Gateway
Park lies just north of Luke Air Force Base, a forty-five minute drive from my
house in good traffic. The October day is cooling a bit but it’s still bug
season on the soccer turf, the moths replacing butterflies at sunset, whirligiging
up and down from the field lights. Over at the skate park, the longboarders
leap and spin in the same motion, and on the playground an eight-year-old
wields a swing like a trapeze. The coach is three feet off
the ground at half-time, “There he is,”
he shouts to the team, “coming in off the side like
gangbusters – what do you do?”
Everything’s
flying here tonight at Gateway, fighter jets roaring
in double-pair sets from Luke, stealthily black against
the black sky but at full volume; on the ground we feel that rock-concert thrill
of the vibration through our bodies. We
search the sky but see only a faint-blue moving blink. Mostly we see the bats,
the glossy silvered membranes of their wings reflecting the lamplight. They
flap in loopy maneuvers, honing in on the cyclone of moth wings. A soccer fan
beside me brushes the top of her hair rapidly with both hands. “I feel like I
walked into a spider web,” she says.
Why
do we still have icky feelings about
these honorable little warriors? Without the bats, this ground would have a layer
of insects as high as the goalposts. The babies are as photogenic as any mammal, and at least, with the exception of vampire bats, they only drink the bodily fluids of their own species.
Bat World Sanctuary
The
same is not true for humans, who feed on the milk of our herd
animals, prompting paleoanthropologists Gregory Cochran and Henry Harbending (The 10,000 Year Explosion: How Civilization
Accelerated Human Evolution) to call us “mampires.” An early gene
mutation gave many European and African human populations the ability to produce
lactase in adulthood; before, people stopped making that enzyme after infancy. I
can now see even more logic in the barn scene in The Little Vampire.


Task objective: Please return each entry exactly as it appears, but not the pictures.

◆ ◆ ◆

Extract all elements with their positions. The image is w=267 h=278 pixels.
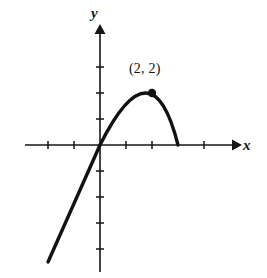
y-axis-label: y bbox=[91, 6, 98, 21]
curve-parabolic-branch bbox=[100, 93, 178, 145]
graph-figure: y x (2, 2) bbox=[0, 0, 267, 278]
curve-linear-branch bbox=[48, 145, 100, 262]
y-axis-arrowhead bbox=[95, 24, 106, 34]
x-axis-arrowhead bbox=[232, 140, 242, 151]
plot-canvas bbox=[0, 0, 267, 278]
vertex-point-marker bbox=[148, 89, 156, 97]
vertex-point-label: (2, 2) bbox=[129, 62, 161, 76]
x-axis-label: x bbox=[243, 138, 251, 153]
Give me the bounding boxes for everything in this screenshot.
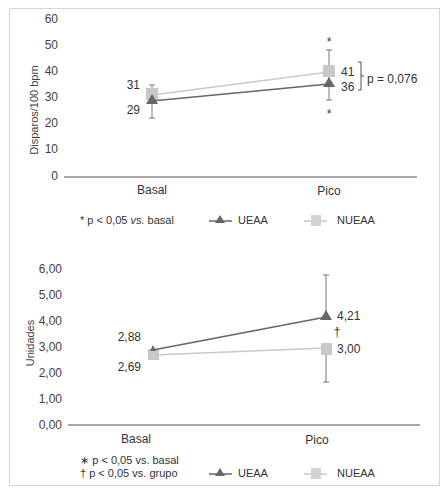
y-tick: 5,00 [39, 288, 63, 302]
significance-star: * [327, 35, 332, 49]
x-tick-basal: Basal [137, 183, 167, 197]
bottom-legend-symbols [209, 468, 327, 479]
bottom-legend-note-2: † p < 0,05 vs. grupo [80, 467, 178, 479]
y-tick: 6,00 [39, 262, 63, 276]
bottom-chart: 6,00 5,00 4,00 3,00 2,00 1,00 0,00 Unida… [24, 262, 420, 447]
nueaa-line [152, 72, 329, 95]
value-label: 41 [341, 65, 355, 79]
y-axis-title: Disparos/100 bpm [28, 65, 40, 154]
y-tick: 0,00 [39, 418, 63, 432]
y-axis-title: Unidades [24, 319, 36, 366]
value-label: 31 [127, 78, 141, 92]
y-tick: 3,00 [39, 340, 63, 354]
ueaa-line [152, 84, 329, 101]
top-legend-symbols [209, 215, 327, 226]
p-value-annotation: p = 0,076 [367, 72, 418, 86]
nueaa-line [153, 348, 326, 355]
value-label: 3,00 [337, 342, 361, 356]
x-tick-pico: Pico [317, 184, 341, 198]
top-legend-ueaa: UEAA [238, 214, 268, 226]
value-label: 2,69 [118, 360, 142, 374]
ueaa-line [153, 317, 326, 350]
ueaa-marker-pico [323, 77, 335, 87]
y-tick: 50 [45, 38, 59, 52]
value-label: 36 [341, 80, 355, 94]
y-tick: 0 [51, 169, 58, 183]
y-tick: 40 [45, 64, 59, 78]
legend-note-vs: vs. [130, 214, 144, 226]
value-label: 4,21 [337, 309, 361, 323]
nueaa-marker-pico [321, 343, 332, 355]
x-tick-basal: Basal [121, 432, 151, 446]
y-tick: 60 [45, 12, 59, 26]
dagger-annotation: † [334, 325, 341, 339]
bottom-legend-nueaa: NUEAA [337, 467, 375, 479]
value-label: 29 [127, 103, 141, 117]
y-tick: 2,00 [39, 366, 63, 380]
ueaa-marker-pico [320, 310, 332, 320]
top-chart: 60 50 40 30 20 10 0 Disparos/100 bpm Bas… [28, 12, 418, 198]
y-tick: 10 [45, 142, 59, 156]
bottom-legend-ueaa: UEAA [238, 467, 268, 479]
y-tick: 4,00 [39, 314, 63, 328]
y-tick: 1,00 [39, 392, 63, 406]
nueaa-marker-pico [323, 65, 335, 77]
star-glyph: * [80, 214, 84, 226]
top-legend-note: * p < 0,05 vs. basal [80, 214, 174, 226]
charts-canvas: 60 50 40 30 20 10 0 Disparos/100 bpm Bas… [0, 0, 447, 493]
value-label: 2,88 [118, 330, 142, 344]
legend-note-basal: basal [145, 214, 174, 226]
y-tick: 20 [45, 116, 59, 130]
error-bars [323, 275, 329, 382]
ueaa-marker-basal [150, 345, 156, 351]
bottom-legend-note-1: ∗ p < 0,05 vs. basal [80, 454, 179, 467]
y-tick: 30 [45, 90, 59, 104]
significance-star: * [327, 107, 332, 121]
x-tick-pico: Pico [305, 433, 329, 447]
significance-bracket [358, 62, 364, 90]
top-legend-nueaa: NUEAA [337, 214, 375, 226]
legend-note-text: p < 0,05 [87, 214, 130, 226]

◆ ◆ ◆

Response:
Extract all elements with their positions. The image is w=267 h=278 pixels.
y-axis-label: y bbox=[91, 6, 98, 21]
curve-parabolic-branch bbox=[100, 93, 178, 145]
graph-figure: y x (2, 2) bbox=[0, 0, 267, 278]
curve-linear-branch bbox=[48, 145, 100, 262]
y-axis-arrowhead bbox=[95, 24, 106, 34]
x-axis-arrowhead bbox=[232, 140, 242, 151]
plot-canvas bbox=[0, 0, 267, 278]
vertex-point-marker bbox=[148, 89, 156, 97]
vertex-point-label: (2, 2) bbox=[129, 62, 161, 76]
x-axis-label: x bbox=[243, 138, 251, 153]
Give me the bounding boxes for everything in this screenshot.
y-tick: 5,00 [39, 288, 63, 302]
significance-star: * [327, 35, 332, 49]
x-tick-basal: Basal [137, 183, 167, 197]
bottom-legend-symbols [209, 468, 327, 479]
bottom-legend-note-2: † p < 0,05 vs. grupo [80, 467, 178, 479]
y-tick: 6,00 [39, 262, 63, 276]
bottom-chart: 6,00 5,00 4,00 3,00 2,00 1,00 0,00 Unida… [24, 262, 420, 447]
nueaa-line [152, 72, 329, 95]
value-label: 41 [341, 65, 355, 79]
y-axis-title: Disparos/100 bpm [28, 65, 40, 154]
y-tick: 0,00 [39, 418, 63, 432]
y-axis-title: Unidades [24, 319, 36, 366]
value-label: 31 [127, 78, 141, 92]
y-tick: 3,00 [39, 340, 63, 354]
ueaa-line [152, 84, 329, 101]
top-legend-symbols [209, 215, 327, 226]
p-value-annotation: p = 0,076 [367, 72, 418, 86]
nueaa-line [153, 348, 326, 355]
value-label: 3,00 [337, 342, 361, 356]
x-tick-pico: Pico [317, 184, 341, 198]
top-legend-ueaa: UEAA [238, 214, 268, 226]
value-label: 2,69 [118, 360, 142, 374]
ueaa-line [153, 317, 326, 350]
ueaa-marker-pico [323, 77, 335, 87]
y-tick: 50 [45, 38, 59, 52]
value-label: 36 [341, 80, 355, 94]
y-tick: 0 [51, 169, 58, 183]
y-tick: 40 [45, 64, 59, 78]
legend-note-vs: vs. [130, 214, 144, 226]
value-label: 4,21 [337, 309, 361, 323]
nueaa-marker-pico [321, 343, 332, 355]
x-tick-basal: Basal [121, 432, 151, 446]
y-tick: 60 [45, 12, 59, 26]
dagger-annotation: † [334, 325, 341, 339]
bottom-legend-nueaa: NUEAA [337, 467, 375, 479]
value-label: 29 [127, 103, 141, 117]
y-tick: 2,00 [39, 366, 63, 380]
ueaa-marker-pico [320, 310, 332, 320]
top-chart: 60 50 40 30 20 10 0 Disparos/100 bpm Bas… [28, 12, 418, 198]
y-tick: 10 [45, 142, 59, 156]
bottom-legend-ueaa: UEAA [238, 467, 268, 479]
y-tick: 4,00 [39, 314, 63, 328]
y-tick: 1,00 [39, 392, 63, 406]
nueaa-marker-pico [323, 65, 335, 77]
star-glyph: * [80, 214, 84, 226]
top-legend-note: * p < 0,05 vs. basal [80, 214, 174, 226]
charts-canvas: 60 50 40 30 20 10 0 Disparos/100 bpm Bas… [0, 0, 447, 493]
value-label: 2,88 [118, 330, 142, 344]
legend-note-basal: basal [145, 214, 174, 226]
y-tick: 20 [45, 116, 59, 130]
error-bars [323, 275, 329, 382]
ueaa-marker-basal [150, 345, 156, 351]
bottom-legend-note-1: ∗ p < 0,05 vs. basal [80, 454, 179, 467]
y-tick: 30 [45, 90, 59, 104]
significance-star: * [327, 107, 332, 121]
x-tick-pico: Pico [305, 433, 329, 447]
significance-bracket [358, 62, 364, 90]
top-legend-nueaa: NUEAA [337, 214, 375, 226]
legend-note-text: p < 0,05 [87, 214, 130, 226]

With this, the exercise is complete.